IQRIT, BIR’IM/ Galilee – On Saturday, August 7, 2021, Msgr. Tomasz Grysa, First Counselor to the Apostolic Nunciature in Israel, met with the residents and descendants of two depopulated Palestinian Christian villages in Upper Galilee; Iqrit and Kufr Bir’im. The meetings took place in presence of Archbishop Yousef Matta, of the Greek Melkite Catholic Archeparchy of Acre, and Mr. Sami Abu Shou Shahadeh, member of the Israeli parliament for the Joint List.

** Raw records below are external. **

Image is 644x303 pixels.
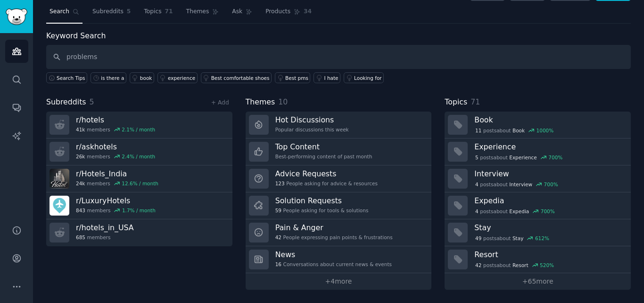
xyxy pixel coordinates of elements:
[276,126,349,133] div: Popular discussions this week
[211,75,270,81] div: Best comfortable shoes
[513,262,529,268] span: Resort
[157,72,198,83] a: experience
[513,235,523,242] span: Stay
[246,273,432,290] a: +4more
[76,234,134,241] div: members
[165,8,173,16] span: 71
[475,250,625,260] h3: Resort
[276,180,378,187] div: People asking for advice & resources
[285,75,309,81] div: Best pms
[46,139,233,165] a: r/askhotels26kmembers2.4% / month
[186,8,210,16] span: Themes
[49,8,70,16] span: Search
[276,234,282,241] span: 42
[276,223,393,232] h3: Pain & Anger
[445,139,631,165] a: Experience5postsaboutExperience700%
[6,8,28,25] img: GummySearch logo
[304,8,312,16] span: 34
[49,196,70,215] img: LuxuryHotels
[475,126,555,135] div: post s about
[275,72,310,83] a: Best pms
[76,169,159,178] h3: r/ Hotels_India
[476,154,479,160] span: 5
[476,208,479,214] span: 4
[246,192,432,219] a: Solution Requests59People asking for tools & solutions
[276,180,285,187] span: 123
[76,234,85,241] span: 685
[168,75,195,81] div: experience
[549,154,562,160] div: 700 %
[544,181,559,188] div: 700 %
[46,45,631,69] input: Keyword search in audience
[122,153,155,160] div: 2.4 % / month
[540,262,554,268] div: 520 %
[324,75,338,81] div: I hate
[183,4,222,23] a: Themes
[475,207,556,215] div: post s about
[344,72,384,83] a: Looking for
[475,180,559,188] div: post s about
[211,99,229,106] a: + Add
[276,196,369,206] h3: Solution Requests
[76,180,85,187] span: 24k
[92,8,124,16] span: Subreddits
[445,219,631,246] a: Stay49postsaboutStay612%
[140,75,152,81] div: book
[91,72,127,83] a: is there a
[76,153,85,160] span: 26k
[49,169,70,188] img: Hotels_India
[46,32,106,40] label: Keyword Search
[475,196,625,206] h3: Expedia
[475,115,625,124] h3: Book
[127,8,131,16] span: 5
[475,223,625,232] h3: Stay
[246,139,432,165] a: Top ContentBest-performing content of past month
[101,75,124,81] div: is there a
[76,207,85,214] span: 843
[76,180,159,187] div: members
[57,75,85,81] span: Search Tips
[46,4,82,23] a: Search
[76,126,85,133] span: 41k
[476,181,479,188] span: 4
[445,96,467,108] span: Topics
[354,75,382,81] div: Looking for
[76,115,155,124] h3: r/ hotels
[141,4,176,23] a: Topics71
[46,96,86,108] span: Subreddits
[130,72,154,83] a: book
[475,142,625,152] h3: Experience
[276,261,282,268] span: 16
[471,98,480,106] span: 71
[46,165,233,192] a: r/Hotels_India24kmembers12.6% / month
[513,127,525,134] span: Book
[144,8,161,16] span: Topics
[266,8,291,16] span: Products
[89,4,134,23] a: Subreddits5
[475,261,555,269] div: post s about
[276,261,392,268] div: Conversations about current news & events
[276,169,378,178] h3: Advice Requests
[46,112,233,139] a: r/hotels41kmembers2.1% / month
[509,154,537,160] span: Experience
[476,262,482,268] span: 42
[276,250,392,260] h3: News
[76,142,155,152] h3: r/ askhotels
[276,207,282,214] span: 59
[276,234,393,241] div: People expressing pain points & frustrations
[314,72,341,83] a: I hate
[475,169,625,178] h3: Interview
[232,8,243,16] span: Ask
[276,207,369,214] div: People asking for tools & solutions
[445,112,631,139] a: Book11postsaboutBook1000%
[122,180,159,187] div: 12.6 % / month
[509,208,529,214] span: Expedia
[445,192,631,219] a: Expedia4postsaboutExpedia700%
[46,192,233,219] a: r/LuxuryHotels843members1.7% / month
[76,153,155,160] div: members
[76,223,134,232] h3: r/ hotels_in_USA
[445,246,631,273] a: Resort42postsaboutResort520%
[76,207,156,214] div: members
[90,98,94,106] span: 5
[246,219,432,246] a: Pain & Anger42People expressing pain points & frustrations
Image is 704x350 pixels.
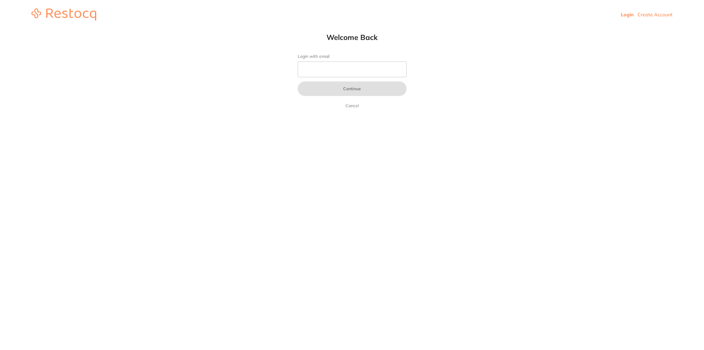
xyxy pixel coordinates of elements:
label: Login with email [298,54,407,59]
a: Login [621,12,634,18]
button: Continue [298,81,407,96]
h1: Welcome Back [286,33,419,42]
a: Cancel [345,102,360,109]
a: Create Account [638,12,673,18]
img: restocq_logo.svg [31,8,96,21]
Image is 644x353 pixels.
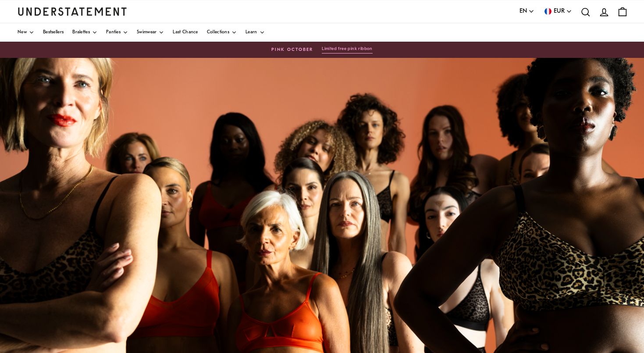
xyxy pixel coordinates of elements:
[207,30,230,35] span: Collections
[137,23,164,42] a: Swimwear
[207,23,237,42] a: Collections
[17,8,127,16] a: Understatement Homepage
[137,30,157,35] span: Swimwear
[43,23,64,42] a: Bestsellers
[17,46,627,54] a: PINK OCTOBERLimited free pink ribbon
[246,23,265,42] a: Learn
[246,30,258,35] span: Learn
[43,30,64,35] span: Bestsellers
[519,7,534,16] button: EN
[173,30,198,35] span: Last Chance
[72,23,97,42] a: Bralettes
[271,47,313,54] span: PINK OCTOBER
[519,7,527,16] span: EN
[72,30,90,35] span: Bralettes
[17,23,34,42] a: New
[543,7,572,16] button: EUR
[17,30,27,35] span: New
[173,23,198,42] a: Last Chance
[554,7,565,16] span: EUR
[322,46,373,54] button: Limited free pink ribbon
[106,23,128,42] a: Panties
[106,30,120,35] span: Panties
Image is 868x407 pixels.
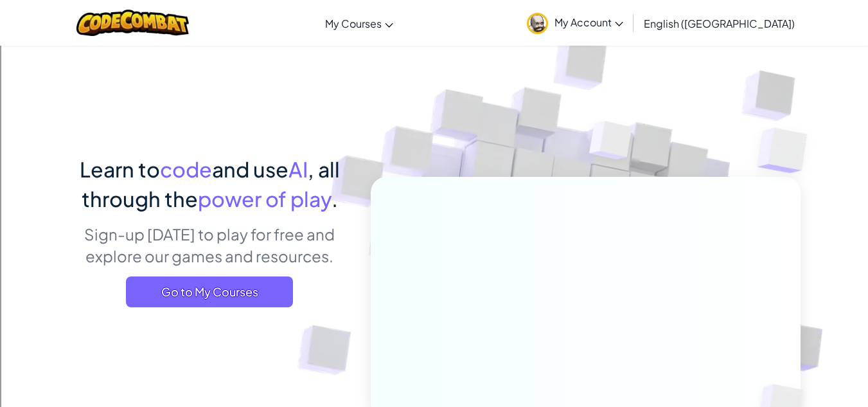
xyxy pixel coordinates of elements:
[644,17,795,30] span: English ([GEOGRAPHIC_DATA])
[331,186,338,212] span: .
[288,157,308,182] span: AI
[68,223,352,267] p: Sign-up [DATE] to play for free and explore our games and resources.
[565,96,658,192] img: Overlap cubes
[527,13,549,34] img: avatar
[212,157,288,182] span: and use
[732,96,843,206] img: Overlap cubes
[76,9,189,36] img: CodeCombat logo
[521,3,630,43] a: My Account
[325,17,382,30] span: My Courses
[126,277,293,308] a: Go to My Courses
[637,6,801,41] a: English ([GEOGRAPHIC_DATA])
[554,15,624,29] span: My Account
[319,6,400,41] a: My Courses
[160,157,212,182] span: code
[79,157,160,182] span: Learn to
[198,186,331,212] span: power of play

In the two villages, Mgsr. Tomasz started his visit with a prayer inside their long-standing churches, and then listened to the stories of Christian families and their ongoing battle to rightfully return to the lands of their ancestors and build a future for them and their children.
According to the Greek Melkite Catholic Archeparchy of Akko, the visit falls within the pastoral priorities of the Archeparchy to advance the cases of Iqrit and Kufr Bir’im, whose residents and descendants have appealed, on several occasions, to the Holy See through the Archeparchy and the Apostolic Nunciature in the Holy Land.
“We will continue to follow up on this important matter,’ wrote Sami Abou Shahadeh on his Facebook page. “We will do our best locally and internationally to restore the rights and justice for the families of the villages whose struggle has kept their cases on the local and international agenda”.
Right of return only upon death
Iqrit and Kufr Bir’im were both depopulated in November 1948, when Israeli forces deemed it necessary, for ‘security reasons’, that the inhabitants of both villages evacuate their lands. Despite being promised to be permitted to return in two weeks’ time, the people of Iqrit and Kufr Bir’im have never been allowed to settle back in their lands ever since.
For the next few years, the residents of Iqrit and Kufr Bir’im were displaced and transferred to nearby villages and cities like Jish, Rameh and Haifa or refugee camps in Lebanon. Not wanting to give up their lands and houses, the people of both villages brought the case before the Israeli Supreme Court. In the case of Iqrit, the court ruled in July 1951 that their expulsion was illegal and ordered that they must be allowed to return to their homes. In the month of July of the following year, the same decision was reached in favor of the residents of Kufr Bir’im.
However, and despite the decision of the court, Israeli forces destroyed Iqrit and Kufr Bir’im in December 1951 and September 1953 respectively, leaving their churches intact but lightly hit. Since then, the inhabitants of these villages have tried to return to their lands but to no avail. In 2003, the people of Iqrit appealed to the Supreme Court, but their petition was dismissed. From 2012, residents and descendants of the villages, have been going back to their lands and setting up camp there, only to be destroyed later on by Israeli authorities.
From 1948 until 1967, residents of Kufr Bir’im were denied the possibility of burying their dead in the village’s cemetery. An exception was only made in 1956 to lay to rest Fr. Elias Susan, one of the priests of the village.
“I don’t understand what the problem is in my living and being buried here,” said Haitham Sbeit, a descendant of Iqrit village. “Why should I return here only when I’m dead? No, that’s not what I want.”